Common FRS 102 Lease Accounting Errors and Fixes
The same handful of FRS 102 lease accounting errors come up in audit after audit. Most produce numbers that look plausible, which is exactly why they survive review. Here are the ten we see most often, why each happens, and the fix, with the paragraph references to settle the discussion.
Measurement errors
These change the balance sheet numbers themselves.
1. Netting incentives against the lease liability
A rent-free period or landlord fit-out contribution is deducted from the liability. Wrong: under FRS 102.20.13 incentives reduce the right-of-use asset. The liability is always the present value of the remaining payments, nothing else. (A rent-free period expressed as £0 payments is already in that present value and is not deducted again.)
2. Leaving dilapidations out of the ROU asset
The estimated cost of restoring the premises at lease end belongs in the initial ROU asset, with a matching Section 21 provision. Omitting it understates both sides of the balance sheet and surfaces as a nasty surprise at the final year end.
3. An undocumented or arbitrary discount rate
The rate is the input auditors challenge first. Picking 'about 5%' with no evidence fails; so does reusing one rate across leases with very different terms and commencement dates. Document the basis per lease at its commencement date: a bank facility rate, a recent loan offer, or a reference-rate base (SONIA, €STR) plus a credit spread (FRS 102.20.51-20.52).
4. Index-linked rents measured at a guessed future rate
RPI or CPI-linked payments enter the liability at the rate prevailing at commencement, not at a forecast. When the uplift actually lands, the liability is remeasured. Building in assumed future increases overstates the liability from day one.
5. Advance versus arrears mixed up in the present value
A payment on the first day of each period discounts differently from one on the last day, and over a 10-year lease the difference is material. This is the classic spreadsheet error, along with day-count inconsistencies between the PV formula and the interest schedule.
Scope and term errors
These put the wrong leases, or the wrong lease term, into the calculation.
6. Treating pre-2026 leases as out of scope
A lease signed in 2020 that is still running at your transition date comes on the balance sheet, measured from its remaining payments. The 2026 rules are not just for new leases; see the transition date topic for the mechanics.
7. Low-value judged by price, not nature
The low-value exemption depends on the type of asset when new: laptops, tablets, phones and small office furniture may qualify; vehicles and property never do, however cheap the lease (FRS 102.20.11). A £150-per-month car lease is on the balance sheet.
8. Ignoring options that are reasonably certain
If you are reasonably certain to exercise an extension option, those extra years are part of the lease term and their payments are in the liability. The assessment is revisited when a significant event or change in circumstances makes it clear the position has changed (FRS 102.20.53).
Transition and disclosure errors
These trip up the first set of compliant accounts.
Errors 1, 2, 5, 9 and 10 are structural
9. Restating comparatives under the modified retrospective approach
The modified retrospective approach, which is mandatory for the lease amendments, measures each lease at the transition date and leaves prior-year comparatives exactly as previously reported; any cumulative effect of first applying the amendments goes to opening retained earnings. There is no full retrospective option, so restating the comparatives is simply wrong.
10. Missing the maturity analysis
The lease liability maturity analysis by time band (FRS 102.20.39) is the disclosure most often absent from first-year FRS 102 accounts, because nothing in the trial balance prompts it. It needs the amortisation schedule, not the ledger.
Remove the arithmetic errors
Lease102 calculates the liability, builds the ROU asset with incentives and dilapidations in the right place, and produces the maturity analysis automatically.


Exercise aim:
Reproduce all lines of the listing below in which the word "data" occurs.
=== Section Start ===
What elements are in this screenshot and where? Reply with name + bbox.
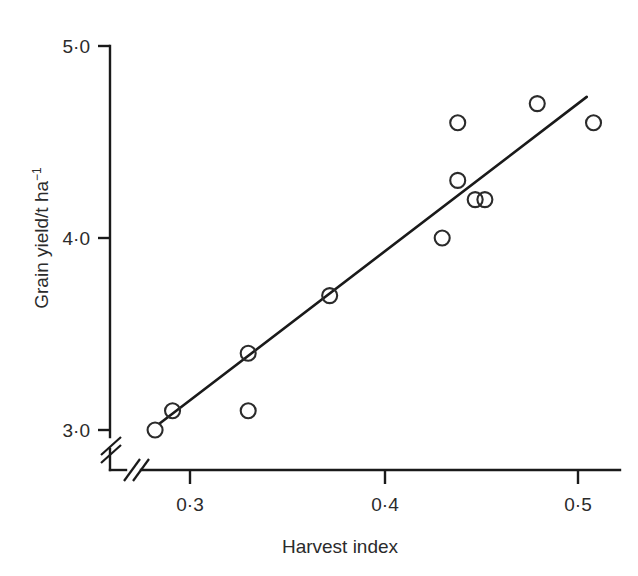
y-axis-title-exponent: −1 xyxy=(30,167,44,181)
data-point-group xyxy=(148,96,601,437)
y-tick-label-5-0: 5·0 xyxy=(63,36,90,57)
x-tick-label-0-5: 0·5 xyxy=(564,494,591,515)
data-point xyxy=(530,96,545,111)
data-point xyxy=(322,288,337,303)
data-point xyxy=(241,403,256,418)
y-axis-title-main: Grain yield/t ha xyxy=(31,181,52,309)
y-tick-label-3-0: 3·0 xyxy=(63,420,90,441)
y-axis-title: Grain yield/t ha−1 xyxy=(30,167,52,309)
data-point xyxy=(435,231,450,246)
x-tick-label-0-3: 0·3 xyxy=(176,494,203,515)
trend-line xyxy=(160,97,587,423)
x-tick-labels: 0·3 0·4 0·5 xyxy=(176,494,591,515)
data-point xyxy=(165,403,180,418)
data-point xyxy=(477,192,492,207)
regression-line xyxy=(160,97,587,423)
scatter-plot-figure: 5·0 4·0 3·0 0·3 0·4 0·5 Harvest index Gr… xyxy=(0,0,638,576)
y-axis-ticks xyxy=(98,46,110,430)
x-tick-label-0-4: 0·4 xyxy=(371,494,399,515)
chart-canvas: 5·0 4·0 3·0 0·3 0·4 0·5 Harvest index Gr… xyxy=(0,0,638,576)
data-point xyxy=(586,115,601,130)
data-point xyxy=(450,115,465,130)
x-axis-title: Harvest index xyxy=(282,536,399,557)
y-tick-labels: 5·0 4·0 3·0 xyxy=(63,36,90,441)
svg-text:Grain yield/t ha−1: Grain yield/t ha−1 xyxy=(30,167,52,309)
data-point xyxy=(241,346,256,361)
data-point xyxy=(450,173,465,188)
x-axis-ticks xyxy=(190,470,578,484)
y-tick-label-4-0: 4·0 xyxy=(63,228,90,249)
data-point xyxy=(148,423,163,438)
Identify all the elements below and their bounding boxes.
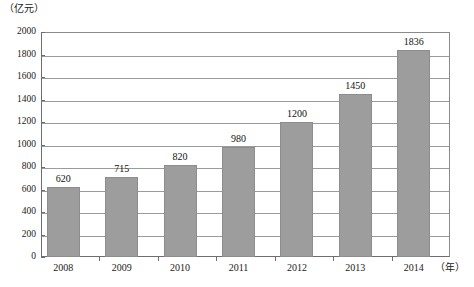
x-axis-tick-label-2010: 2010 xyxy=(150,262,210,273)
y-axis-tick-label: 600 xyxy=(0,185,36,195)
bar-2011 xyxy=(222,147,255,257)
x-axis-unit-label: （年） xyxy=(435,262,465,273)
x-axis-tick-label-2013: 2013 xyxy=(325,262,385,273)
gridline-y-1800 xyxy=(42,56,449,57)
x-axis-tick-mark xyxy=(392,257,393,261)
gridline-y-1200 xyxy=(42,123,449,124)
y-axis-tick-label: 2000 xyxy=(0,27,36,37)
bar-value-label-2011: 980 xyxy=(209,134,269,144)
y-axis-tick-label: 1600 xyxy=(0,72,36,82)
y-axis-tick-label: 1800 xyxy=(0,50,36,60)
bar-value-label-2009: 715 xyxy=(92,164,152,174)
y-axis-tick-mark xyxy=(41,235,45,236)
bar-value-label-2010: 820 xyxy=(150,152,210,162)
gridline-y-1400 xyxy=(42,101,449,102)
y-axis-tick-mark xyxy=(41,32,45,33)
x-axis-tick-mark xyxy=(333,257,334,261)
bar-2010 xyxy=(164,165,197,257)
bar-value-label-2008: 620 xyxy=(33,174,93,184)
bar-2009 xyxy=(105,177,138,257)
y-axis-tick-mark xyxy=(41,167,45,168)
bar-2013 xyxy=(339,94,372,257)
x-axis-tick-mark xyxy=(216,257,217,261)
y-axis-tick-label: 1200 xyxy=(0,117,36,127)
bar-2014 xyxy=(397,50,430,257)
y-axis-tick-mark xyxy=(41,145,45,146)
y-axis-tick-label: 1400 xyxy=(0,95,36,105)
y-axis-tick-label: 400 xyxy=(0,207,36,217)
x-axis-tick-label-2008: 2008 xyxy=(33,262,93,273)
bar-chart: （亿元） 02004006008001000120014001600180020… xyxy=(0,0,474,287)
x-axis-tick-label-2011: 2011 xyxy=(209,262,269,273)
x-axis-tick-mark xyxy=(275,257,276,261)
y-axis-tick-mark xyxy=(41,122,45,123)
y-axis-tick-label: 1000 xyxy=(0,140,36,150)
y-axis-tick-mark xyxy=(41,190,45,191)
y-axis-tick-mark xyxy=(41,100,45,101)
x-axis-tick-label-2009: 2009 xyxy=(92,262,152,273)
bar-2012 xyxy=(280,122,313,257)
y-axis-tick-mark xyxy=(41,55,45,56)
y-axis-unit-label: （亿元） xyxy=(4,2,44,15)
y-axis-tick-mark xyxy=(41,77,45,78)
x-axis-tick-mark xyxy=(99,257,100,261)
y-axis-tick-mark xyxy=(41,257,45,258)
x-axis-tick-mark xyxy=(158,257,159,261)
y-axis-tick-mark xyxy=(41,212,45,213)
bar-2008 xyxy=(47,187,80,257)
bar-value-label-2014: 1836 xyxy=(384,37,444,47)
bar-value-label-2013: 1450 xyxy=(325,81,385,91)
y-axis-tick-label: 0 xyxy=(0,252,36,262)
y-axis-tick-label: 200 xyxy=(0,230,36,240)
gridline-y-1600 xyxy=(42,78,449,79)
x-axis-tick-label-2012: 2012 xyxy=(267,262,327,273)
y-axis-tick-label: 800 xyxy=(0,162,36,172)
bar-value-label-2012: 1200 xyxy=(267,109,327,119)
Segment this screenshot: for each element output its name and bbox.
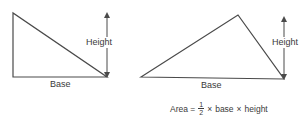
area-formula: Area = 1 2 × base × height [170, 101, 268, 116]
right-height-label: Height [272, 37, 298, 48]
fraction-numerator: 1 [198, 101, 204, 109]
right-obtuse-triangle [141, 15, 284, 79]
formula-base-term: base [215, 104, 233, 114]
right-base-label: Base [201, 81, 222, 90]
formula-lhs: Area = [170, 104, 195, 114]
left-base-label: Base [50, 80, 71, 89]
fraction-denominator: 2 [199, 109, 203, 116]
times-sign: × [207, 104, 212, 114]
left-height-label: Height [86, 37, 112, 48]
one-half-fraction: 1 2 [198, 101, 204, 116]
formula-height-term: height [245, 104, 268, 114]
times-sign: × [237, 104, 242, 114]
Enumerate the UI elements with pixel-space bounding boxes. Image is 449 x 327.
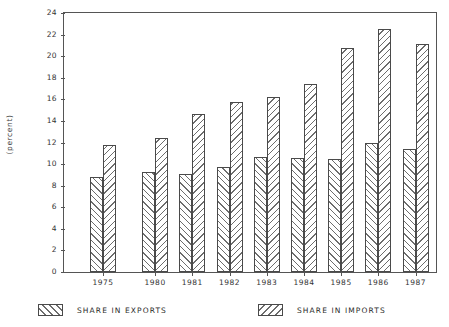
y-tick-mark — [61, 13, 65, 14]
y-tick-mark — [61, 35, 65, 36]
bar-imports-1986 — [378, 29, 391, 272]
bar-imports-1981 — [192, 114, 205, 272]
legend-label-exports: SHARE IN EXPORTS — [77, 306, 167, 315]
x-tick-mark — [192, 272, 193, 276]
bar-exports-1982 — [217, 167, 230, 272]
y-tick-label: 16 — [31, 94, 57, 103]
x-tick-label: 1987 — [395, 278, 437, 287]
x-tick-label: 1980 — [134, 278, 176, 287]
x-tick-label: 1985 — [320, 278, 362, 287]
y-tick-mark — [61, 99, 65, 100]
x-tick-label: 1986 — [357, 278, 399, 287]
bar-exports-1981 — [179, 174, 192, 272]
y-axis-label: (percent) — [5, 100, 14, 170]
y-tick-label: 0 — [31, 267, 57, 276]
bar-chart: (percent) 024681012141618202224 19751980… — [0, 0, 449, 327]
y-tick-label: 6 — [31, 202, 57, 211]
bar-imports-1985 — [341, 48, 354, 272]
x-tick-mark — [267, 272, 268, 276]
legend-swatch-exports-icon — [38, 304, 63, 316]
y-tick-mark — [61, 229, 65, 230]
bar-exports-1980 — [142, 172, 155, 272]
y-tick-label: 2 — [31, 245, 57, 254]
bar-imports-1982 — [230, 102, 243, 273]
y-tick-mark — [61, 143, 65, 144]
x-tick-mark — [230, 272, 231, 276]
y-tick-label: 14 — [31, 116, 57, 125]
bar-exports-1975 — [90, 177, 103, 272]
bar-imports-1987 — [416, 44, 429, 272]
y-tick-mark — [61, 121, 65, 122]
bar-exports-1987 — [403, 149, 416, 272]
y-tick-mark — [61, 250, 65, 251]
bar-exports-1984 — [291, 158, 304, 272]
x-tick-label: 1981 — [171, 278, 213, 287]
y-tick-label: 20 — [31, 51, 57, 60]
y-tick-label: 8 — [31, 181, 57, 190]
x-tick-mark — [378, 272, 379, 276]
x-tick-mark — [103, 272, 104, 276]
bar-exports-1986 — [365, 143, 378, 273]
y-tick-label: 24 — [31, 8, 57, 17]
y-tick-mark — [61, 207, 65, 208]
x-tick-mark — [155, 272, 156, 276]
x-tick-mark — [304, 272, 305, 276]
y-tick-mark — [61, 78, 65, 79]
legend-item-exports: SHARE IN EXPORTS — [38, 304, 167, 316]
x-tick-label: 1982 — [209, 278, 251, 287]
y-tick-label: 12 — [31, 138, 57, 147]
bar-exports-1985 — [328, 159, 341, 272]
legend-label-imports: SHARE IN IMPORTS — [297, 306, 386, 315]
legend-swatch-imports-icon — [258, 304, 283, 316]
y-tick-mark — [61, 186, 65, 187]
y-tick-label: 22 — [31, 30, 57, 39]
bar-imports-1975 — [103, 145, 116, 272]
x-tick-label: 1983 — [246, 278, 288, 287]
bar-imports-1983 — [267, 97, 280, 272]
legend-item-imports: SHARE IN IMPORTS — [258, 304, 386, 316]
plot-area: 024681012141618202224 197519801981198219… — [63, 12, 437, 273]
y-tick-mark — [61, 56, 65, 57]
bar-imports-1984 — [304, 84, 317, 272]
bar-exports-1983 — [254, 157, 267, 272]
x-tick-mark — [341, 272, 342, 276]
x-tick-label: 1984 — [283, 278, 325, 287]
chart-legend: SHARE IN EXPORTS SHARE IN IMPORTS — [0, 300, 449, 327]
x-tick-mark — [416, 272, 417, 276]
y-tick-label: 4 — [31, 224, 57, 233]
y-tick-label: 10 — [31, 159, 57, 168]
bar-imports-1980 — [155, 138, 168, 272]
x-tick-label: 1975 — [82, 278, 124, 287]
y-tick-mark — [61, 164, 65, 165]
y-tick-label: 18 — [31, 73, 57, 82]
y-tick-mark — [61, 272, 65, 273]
=== Section End ===
Answer to this task:
data-point-group xyxy=(148,96,601,437)
data-point xyxy=(530,96,545,111)
data-point xyxy=(322,288,337,303)
data-point xyxy=(241,403,256,418)
data-point xyxy=(435,231,450,246)
data-point xyxy=(165,403,180,418)
data-point xyxy=(477,192,492,207)
data-point xyxy=(586,115,601,130)
data-point xyxy=(450,115,465,130)
data-point xyxy=(241,346,256,361)
data-point xyxy=(450,173,465,188)
data-point xyxy=(148,423,163,438)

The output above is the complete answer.